FRANCE 24: Scores injured as police clash with protesters in Istanbul

Scores of people were injured on Friday after Turkish police fired tear gas, pepper spray and water cannons at demonstrators occupying a park in Istanbul over plans for a major construction project.

Riot police fired tear gas and water cannons at hundreds of demonstrators on Friday, injuring scores in a bid to break up a four-day protest against a major construction project in Istanbul’s iconic Taksim Square.

Several of the injured were left lying on the ground unconscious after police used tear gas and pepper spray on them, an AFP photographer witnessed.

More than a hundred people were injured, FRANCE 24’s Turkey correspondent, Jasper Mortimer, said. Two protestors suffered broken arms and several others had minor bone fractures when a scaffolding collapsed as they tried to escape the police intervention on the square.

In skirmishes with the police, some of the protestors shouted: “You are killing us!” and hurled rocks at the security forces.

The gas infiltrated the subway and through the windows of passing cars, as ambulances arrived to carry away those affected, including two activist lawmakers.

“They are spraying anybody like it is pesticide,” tweeted one protestor using the handle @blogcuanne. “Kids, babies, the old, tourists, nobody matters.”

“The police have been blocking the streets leading into the square, driving the protestors back with tear gas,” Mortimer said. “At one stage I counted 13 tear gas canisters fired in one street in 60 seconds.”

He said that the demonstrations, which began as protests by fringe groups, have now drawn in wider society; “middle of the road people who are indignant about the plan to build over a rare patch of greenery in the city centre and also indignant against the police action [taken against protestors].”

The demonstrations have gone from being a protest about destroying Taksim Square to a protest about AKP party rule, Mortimer added. “The government may have miscalculated,” he said.

‘Soulless,’ controversial project

Construction began in November to pedestrianise the zone surrounding the square, a traditional gathering point for rallies and protests as well as a popular tourist destination.

The controversial project is aimed at easing the chronic congestion in the roads around the square as well as giving the site a facelift.

But critics say the scheme will turn the square into yet another soulless, concrete commercial zone while driving away residents.

Thousands have voiced their support for the protestors on social media in recent days, while Amnesty International issued a statement on Thursday condemning use of “excessive force against peaceful protestors.”

Reporters Without Borders urged Turkish authorities on Friday to contain the harsh police action against the protestors and claimed that journalists were falling victim to “targeted attacks” as they tried to cover the unrest.

Demonstrators have been trying to prevent workers from razing Taksim Excursion Park, which lies across from the square’s centrepiece, the Ataturk monument. In place of the park, a shopping mall is to be built.

“Do whatever you want, we have decided,” Turkish Prime Minister Recep Tayyip Erdogan said on Wednesday, in remarks that showed the government would not abandon the project.

“That remark made people very angry,” Mortimer said, adding that actors, well-known journalists, TV personalities and five opposition MPs from different parties were seen protesting in the square.

The strong public reaction comes just days after a new law by the ruling Justice and Development Party (AKP) that would restrict the sale and advertising of alcohol, a move that has angered many youngsters and fuelled anti-government sentiment in the country.

Erdogan’s populist government, in power for over a decade, is often accused of trying to make the country more conservative.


▶ **Instructions for the task**: Could you please return each line of the data that has the word "nlimestone"?

[Data excerpts]
+ + + +

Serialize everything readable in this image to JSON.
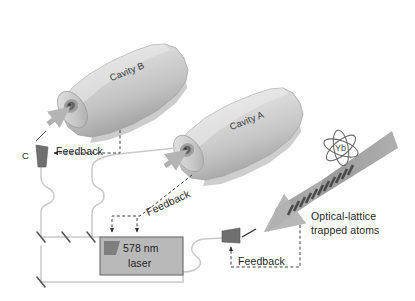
{
  "figure": {
    "domain_kind": "optics-schematic",
    "background": "#ffffff"
  },
  "cavities": [
    {
      "id": "cavity-b",
      "label": "Cavity B",
      "body_color": "#d9d9d9",
      "shade_color": "#a9a9a9"
    },
    {
      "id": "cavity-a",
      "label": "Cavity A",
      "body_color": "#dcdcdc",
      "shade_color": "#aeaeae"
    }
  ],
  "laser": {
    "line1": "578 nm",
    "line2": "laser",
    "box_color": "#b9b9b9",
    "border_color": "#6b6b6b",
    "chip_color": "#7f7f7f"
  },
  "modulator": {
    "label": "C",
    "color": "#6f6f6f"
  },
  "feedback": [
    {
      "id": "feedback-cavity-b",
      "label": "Feedback"
    },
    {
      "id": "feedback-cavity-a",
      "label": "Feedback"
    },
    {
      "id": "feedback-lattice",
      "label": "Feedback"
    }
  ],
  "atoms": {
    "species": "Yb",
    "caption_line1": "Optical-lattice",
    "caption_line2": "trapped atoms",
    "beam_color": "#9a9a9a",
    "fringe_color": "#4a4a4a"
  },
  "fiber": {
    "color": "#c9c9c9",
    "coupler_color": "#555555"
  },
  "colors": {
    "dashed_line": "#3d3d3d",
    "arrow": "#b0b0b0",
    "text": "#262626"
  }
}
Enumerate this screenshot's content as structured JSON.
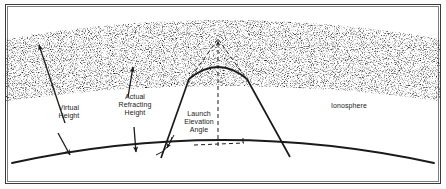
{
  "figure": {
    "type": "diagram",
    "background_color": "#ffffff",
    "ink_color": "#1a1a1a",
    "border_color": "#3a3a3a"
  },
  "labels": {
    "virtual_height": "Virtual\nHeight",
    "actual_refracting_height": "Actual\nRefracting\nHeight",
    "launch_elevation_angle": "Launch\nElevation\nAngle",
    "ionosphere": "Ionosphere"
  },
  "regions": {
    "ionosphere_band": {
      "name": "Ionosphere",
      "fill": "stipple",
      "top_edge": "arched",
      "bottom_edge": "arched"
    },
    "earth_surface": {
      "name": "Earth surface",
      "shape": "convex arc"
    }
  },
  "rays": {
    "actual_path": {
      "name": "Actual refracted ray path",
      "style": "solid",
      "description": "Ray launched from ground, bends within ionosphere, returns to ground"
    },
    "virtual_path": {
      "name": "Virtual ray path extension",
      "style": "dashed",
      "description": "Straight-line extensions meeting at the virtual reflection point"
    },
    "virtual_apex_marker": {
      "name": "Virtual height apex arrow",
      "style": "dashed vertical with arrowhead"
    },
    "horizon_reference": {
      "name": "Local horizontal tangent",
      "style": "dashed"
    }
  },
  "annotations": {
    "virtual_height_arrow": "double-headed leader from Virtual Height label",
    "actual_refracting_height_arrow": "double leader arrows from Actual Refracting Height label",
    "angle_arc": "arc between launch ray and local horizontal"
  }
}
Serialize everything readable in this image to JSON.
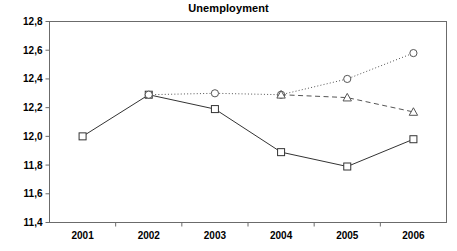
{
  "chart_data": {
    "type": "line",
    "title": "Unemployment",
    "xlabel": "",
    "ylabel": "",
    "categories": [
      "2001",
      "2002",
      "2003",
      "2004",
      "2005",
      "2006"
    ],
    "ylim": [
      11.4,
      12.8
    ],
    "yticks": [
      "11,4",
      "11,6",
      "11,8",
      "12,0",
      "12,2",
      "12,4",
      "12,6",
      "12,8"
    ],
    "ytick_values": [
      11.4,
      11.6,
      11.8,
      12.0,
      12.2,
      12.4,
      12.6,
      12.8
    ],
    "grid": false,
    "legend": "none",
    "decimal_separator": ",",
    "series": [
      {
        "name": "actual",
        "marker": "square",
        "linestyle": "solid",
        "color": "#333333",
        "x": [
          "2001",
          "2002",
          "2003",
          "2004",
          "2005",
          "2006"
        ],
        "values": [
          12.0,
          12.29,
          12.19,
          11.89,
          11.79,
          11.98
        ]
      },
      {
        "name": "projection-dotted",
        "marker": "circle",
        "linestyle": "dotted",
        "color": "#555555",
        "x": [
          "2002",
          "2003",
          "2004",
          "2005",
          "2006"
        ],
        "values": [
          12.29,
          12.3,
          12.29,
          12.4,
          12.58
        ]
      },
      {
        "name": "projection-dashed",
        "marker": "triangle",
        "linestyle": "dashed",
        "color": "#555555",
        "x": [
          "2004",
          "2005",
          "2006"
        ],
        "values": [
          12.29,
          12.27,
          12.17
        ]
      }
    ]
  }
}
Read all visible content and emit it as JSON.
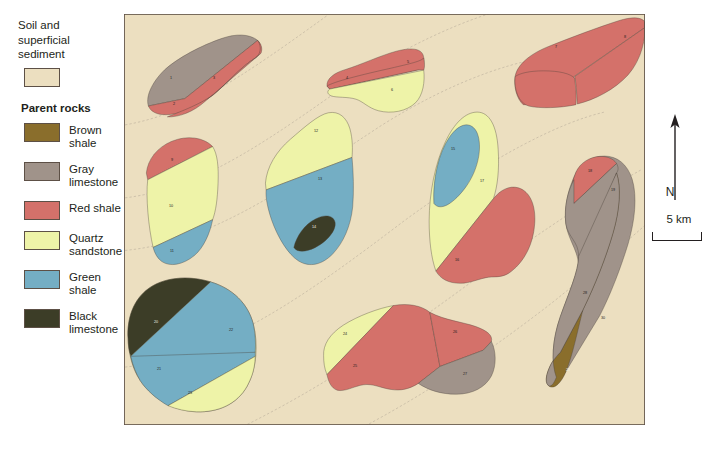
{
  "legend": {
    "soil_title": "Soil and\nsuperficial\nsediment",
    "soil_color": "#ecdfc0",
    "parent_rocks_heading": "Parent rocks",
    "items": [
      {
        "label": "Brown shale",
        "color": "#8a6e2c"
      },
      {
        "label": "Gray\nlimestone",
        "color": "#a0938a"
      },
      {
        "label": "Red shale",
        "color": "#d4716a"
      },
      {
        "label": "Quartz\nsandstone",
        "color": "#eef3a8"
      },
      {
        "label": "Green shale",
        "color": "#74aec4"
      },
      {
        "label": "Black\nlimestone",
        "color": "#3c3d27"
      }
    ]
  },
  "map": {
    "background_color": "#ecdfc0",
    "frame_color": "#5d5046",
    "contour_color": "#9b8f86",
    "units": [
      {
        "id": "1",
        "rock": "Gray limestone",
        "color": "#a0938a",
        "x": 47,
        "y": 190,
        "dark": false
      },
      {
        "id": "2",
        "rock": "Red shale",
        "color": "#d4716a",
        "x": 50,
        "y": 265,
        "dark": false
      },
      {
        "id": "3",
        "rock": "Red shale",
        "color": "#d4716a",
        "x": 90,
        "y": 188,
        "dark": false
      },
      {
        "id": "4",
        "rock": "Red shale",
        "color": "#d4716a",
        "x": 223,
        "y": 188,
        "dark": false
      },
      {
        "id": "5",
        "rock": "Red shale",
        "color": "#d4716a",
        "x": 284,
        "y": 143,
        "dark": false
      },
      {
        "id": "6",
        "rock": "Quartz sandstone",
        "color": "#eef3a8",
        "x": 268,
        "y": 224,
        "dark": false
      },
      {
        "id": "7",
        "rock": "Red shale",
        "color": "#d4716a",
        "x": 432,
        "y": 99,
        "dark": false
      },
      {
        "id": "8",
        "rock": "Red shale",
        "color": "#d4716a",
        "x": 501,
        "y": 67,
        "dark": false
      },
      {
        "id": "9",
        "rock": "Red shale",
        "color": "#d4716a",
        "x": 48,
        "y": 431,
        "dark": false
      },
      {
        "id": "10",
        "rock": "Quartz sandstone",
        "color": "#eef3a8",
        "x": 47,
        "y": 568,
        "dark": false
      },
      {
        "id": "11",
        "rock": "Green shale",
        "color": "#74aec4",
        "x": 48,
        "y": 700,
        "dark": false
      },
      {
        "id": "12",
        "rock": "Quartz sandstone",
        "color": "#eef3a8",
        "x": 192,
        "y": 346,
        "dark": false
      },
      {
        "id": "13",
        "rock": "Green shale",
        "color": "#74aec4",
        "x": 196,
        "y": 487,
        "dark": false
      },
      {
        "id": "14",
        "rock": "Black limestone",
        "color": "#3c3d27",
        "x": 190,
        "y": 630,
        "dark": true
      },
      {
        "id": "15",
        "rock": "Green shale",
        "color": "#74aec4",
        "x": 329,
        "y": 400,
        "dark": false
      },
      {
        "id": "16",
        "rock": "Red shale",
        "color": "#d4716a",
        "x": 333,
        "y": 726,
        "dark": false
      },
      {
        "id": "17",
        "rock": "Quartz sandstone",
        "color": "#eef3a8",
        "x": 358,
        "y": 493,
        "dark": false
      },
      {
        "id": "18",
        "rock": "Red shale",
        "color": "#d4716a",
        "x": 466,
        "y": 463,
        "dark": false
      },
      {
        "id": "19",
        "rock": "Gray limestone",
        "color": "#a0938a",
        "x": 489,
        "y": 521,
        "dark": false
      },
      {
        "id": "20",
        "rock": "Black limestone",
        "color": "#3c3d27",
        "x": 32,
        "y": 911,
        "dark": true
      },
      {
        "id": "21",
        "rock": "Green shale",
        "color": "#74aec4",
        "x": 35,
        "y": 1049,
        "dark": false
      },
      {
        "id": "22",
        "rock": "Green shale",
        "color": "#74aec4",
        "x": 107,
        "y": 933,
        "dark": false
      },
      {
        "id": "23",
        "rock": "Quartz sandstone",
        "color": "#eef3a8",
        "x": 66,
        "y": 1121,
        "dark": false
      },
      {
        "id": "24",
        "rock": "Quartz sandstone",
        "color": "#eef3a8",
        "x": 221,
        "y": 945,
        "dark": false
      },
      {
        "id": "25",
        "rock": "Red shale",
        "color": "#d4716a",
        "x": 231,
        "y": 1040,
        "dark": false
      },
      {
        "id": "26",
        "rock": "Red shale",
        "color": "#d4716a",
        "x": 331,
        "y": 941,
        "dark": false
      },
      {
        "id": "27",
        "rock": "Gray limestone",
        "color": "#a0938a",
        "x": 341,
        "y": 1065,
        "dark": false
      },
      {
        "id": "28",
        "rock": "Gray limestone",
        "color": "#a0938a",
        "x": 461,
        "y": 825,
        "dark": false
      },
      {
        "id": "29",
        "rock": "Brown shale",
        "color": "#8a6e2c",
        "x": 444,
        "y": 1052,
        "dark": true
      },
      {
        "id": "30",
        "rock": "Brown shale",
        "color": "#8a6e2c",
        "x": 479,
        "y": 899,
        "dark": false
      }
    ]
  },
  "annotations": {
    "north_label": "N",
    "scale_label": "5 km"
  }
}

+ + + +

▶ **Final answer**:
        "label": "Gray\nlimestone",
        "label": "Black\nlimestone",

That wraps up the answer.